In a lengthy review of Orlando Furioso: A New Verse Translation, critic Steve Baker writes admiringly that
David R. Slavitt has been playing fast and loose with the literary classics since the early 70s when he brought us free adaptations of the Eclogues and Georgics of Virgil, both of which present the original masterworks as filtered through – to put it in his words – the "radically improvisational" lens of the translator. In fact, Slavitt openly refers to these early works not as translations per se, but rather as "verse essays", in which he riffs playfully on the original texts. As renderings into English of Virgil's Latin, his translations of both the Eclogues and the Georgics represent an act of reading, a lively engagement with the original poems, as he transposes them from the distant and antique to the conversational and everyday. They do more to escort us through a reading of the poems than they do to present us with the original texts to read on our own. Shot through with the translator's commentary, dominated by paraphrase and dressed with satirical discussions of the propositional content of the originals, Slavitt's creations are not translations in any traditional sense. In bringing the uninitiated into uniquely colloquial contact with these timeless classics, they do, however, actually amount to pleasantly entertaining romps with the bucolic Virgil."[53]
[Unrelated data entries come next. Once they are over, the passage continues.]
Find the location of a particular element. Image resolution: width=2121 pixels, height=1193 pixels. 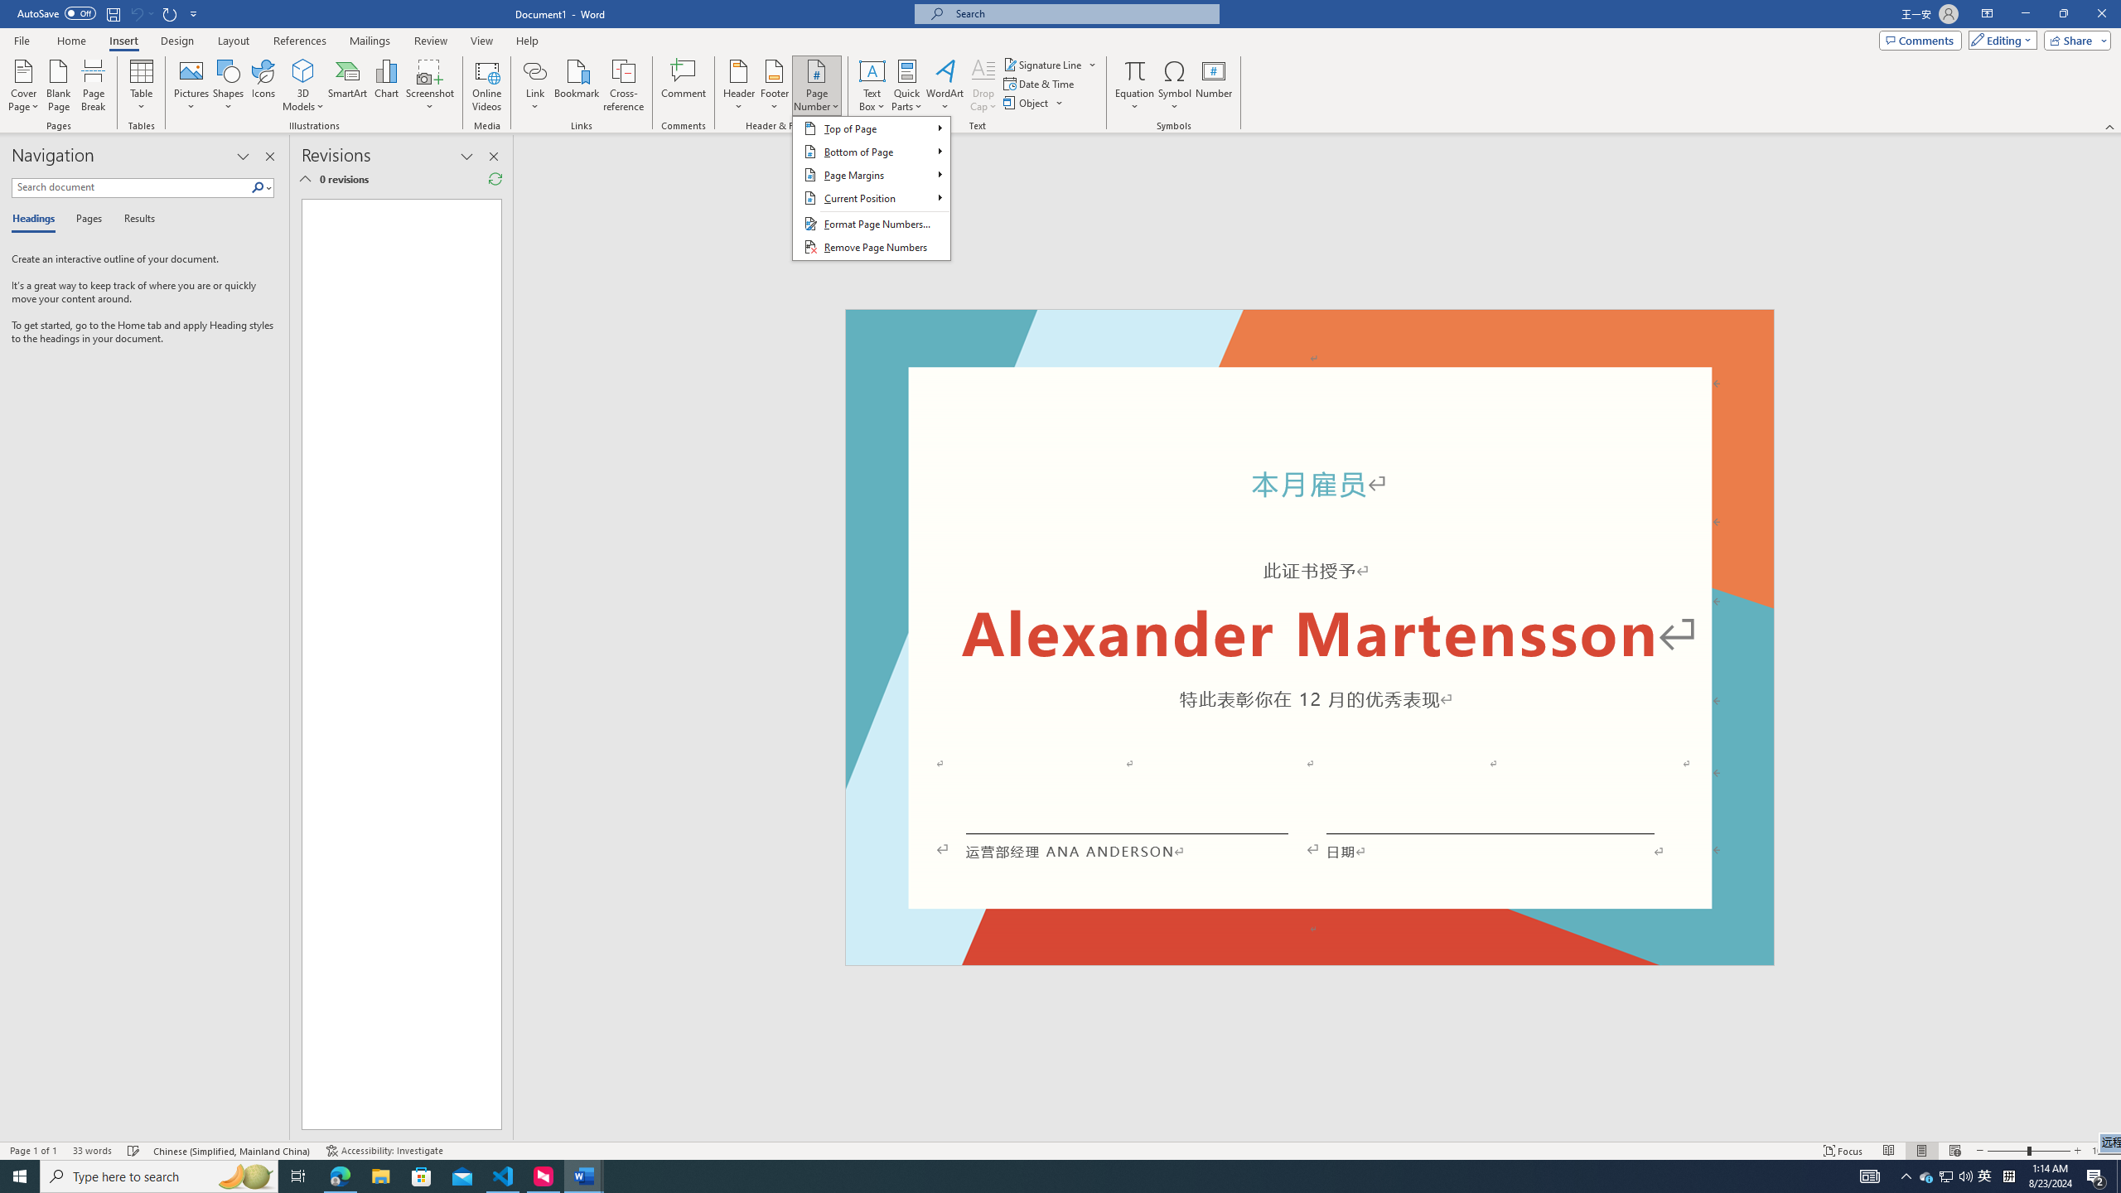

Icons is located at coordinates (262, 85). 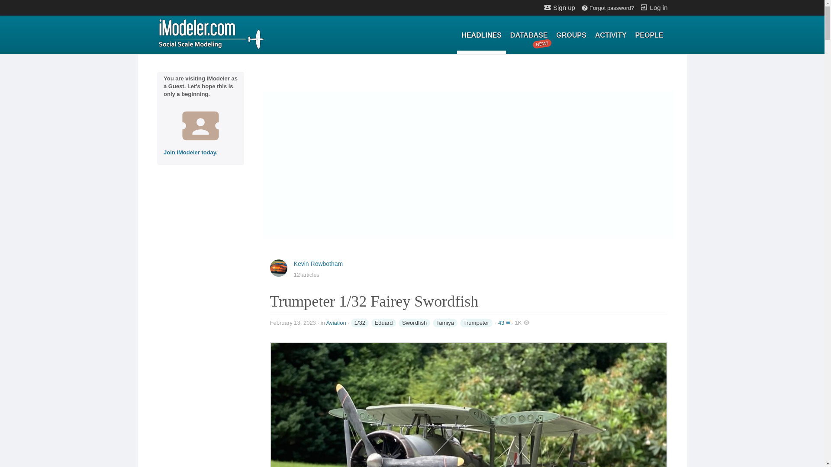 I want to click on Eduard, so click(x=649, y=35).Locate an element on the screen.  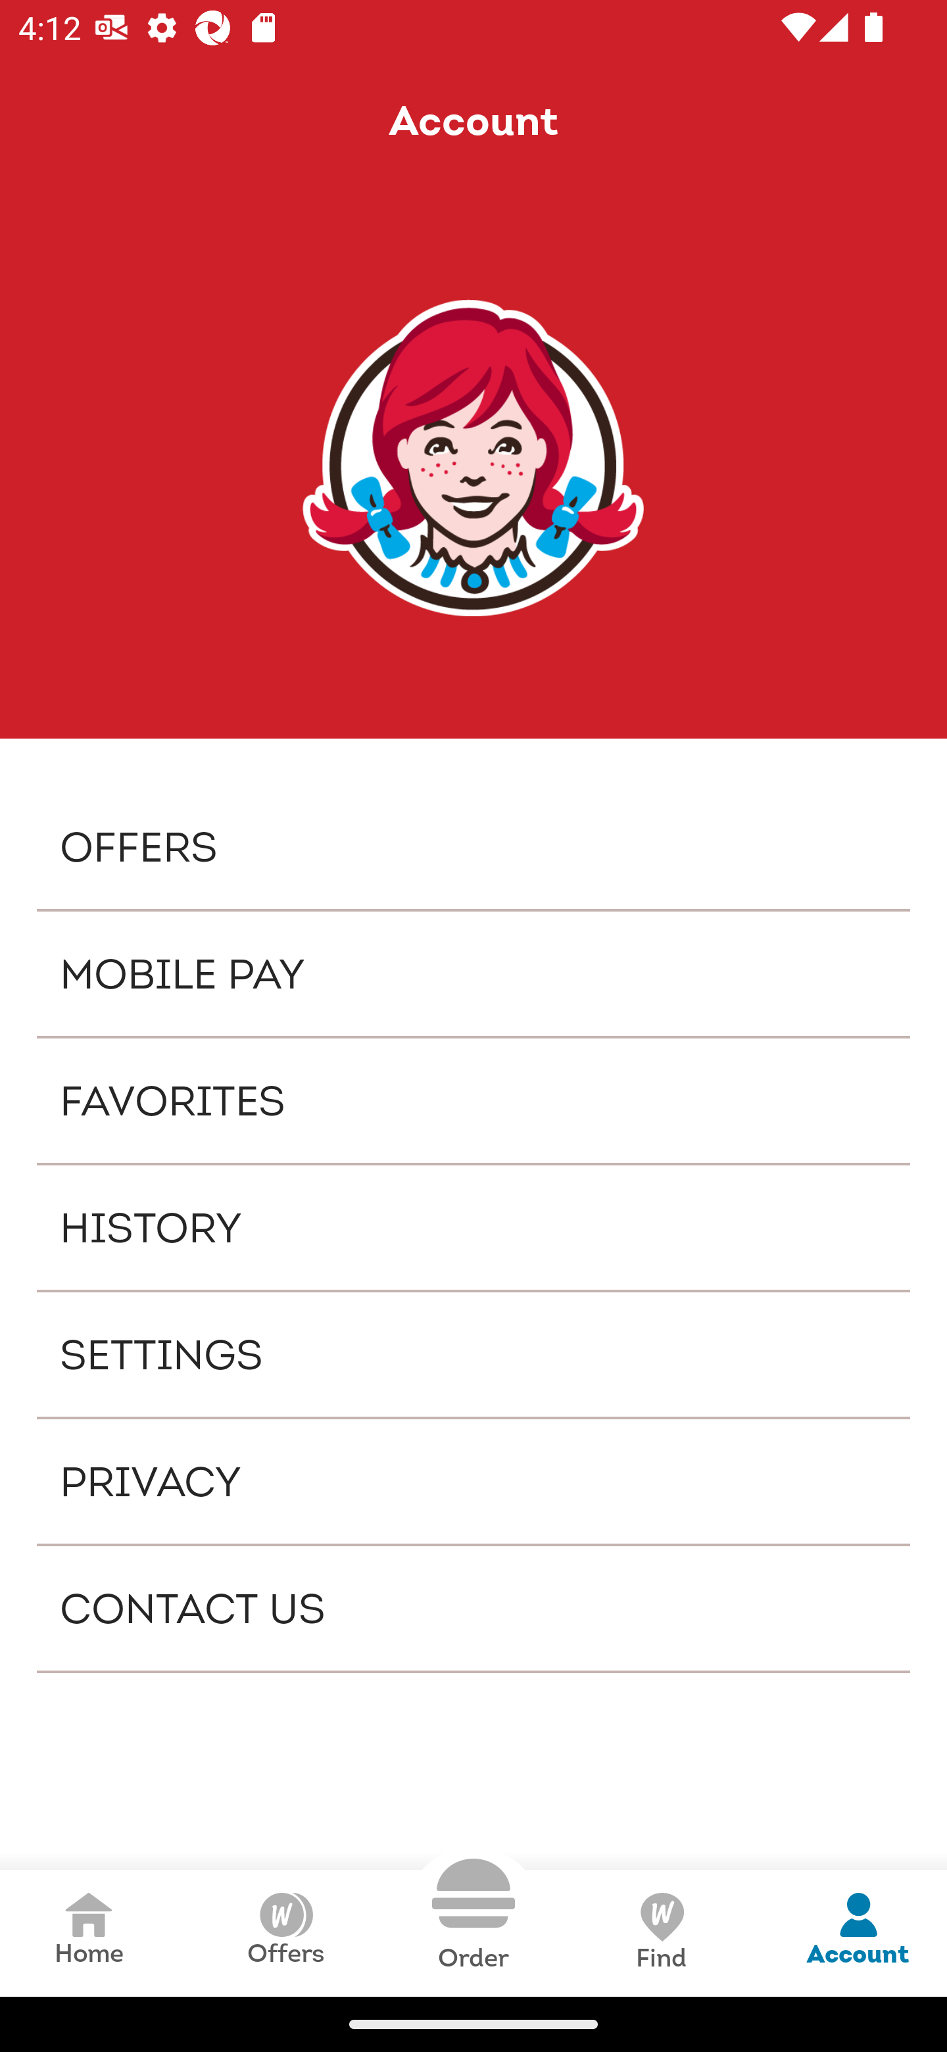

The Cliff (1994), Slavitt's novel about an impostor (one John Smith pretending to be another, more revered professor of the same name) at a literary retreat in Italy, received praise from many quarters. Publishers Weekly's reviewer wrote, "Smith's witty and playful narration entertains despite some conveniences in the plot. It is his attempt to retain a sense of basic human dignity, however - his desire to prove that he is not 'an altogether worthless person' - that lies at the heart of the novel and invests it with meaning and resonance."[54] Georgia Jones-Davis, writing for the Los Angeles Times, speculated that "Slavitt is not so much telling a story as using his narrative to spoof everything he's probably come across in his distinguished and, let's face it, long academic career." Although Jones-Davis confusedly thought The Cliff "too self-consciously satirical to pass as a real novel," she found much to praise: "There are some wondrously funny moments. Our brilliant, moody, schlemiel of a narrator, a guy who can't even make his rent, is highly critical of the food served at this historic villa. ... The narrator's sincere attempts to reconcile with his alienated daughter are touching and not at all sentimental. The highlight of the book must be the narrator's scathing letter to the manager about the villa's terrible service and dismissive treatment of its guests."[55] Magill Book Reviews wrote, "Slavitt's fiftieth book offers a satiric look at the cosseted world of creative and scholarly retreats, their beneficiaries, staffs, and administrators, as well as creative and academic life more generally."[56]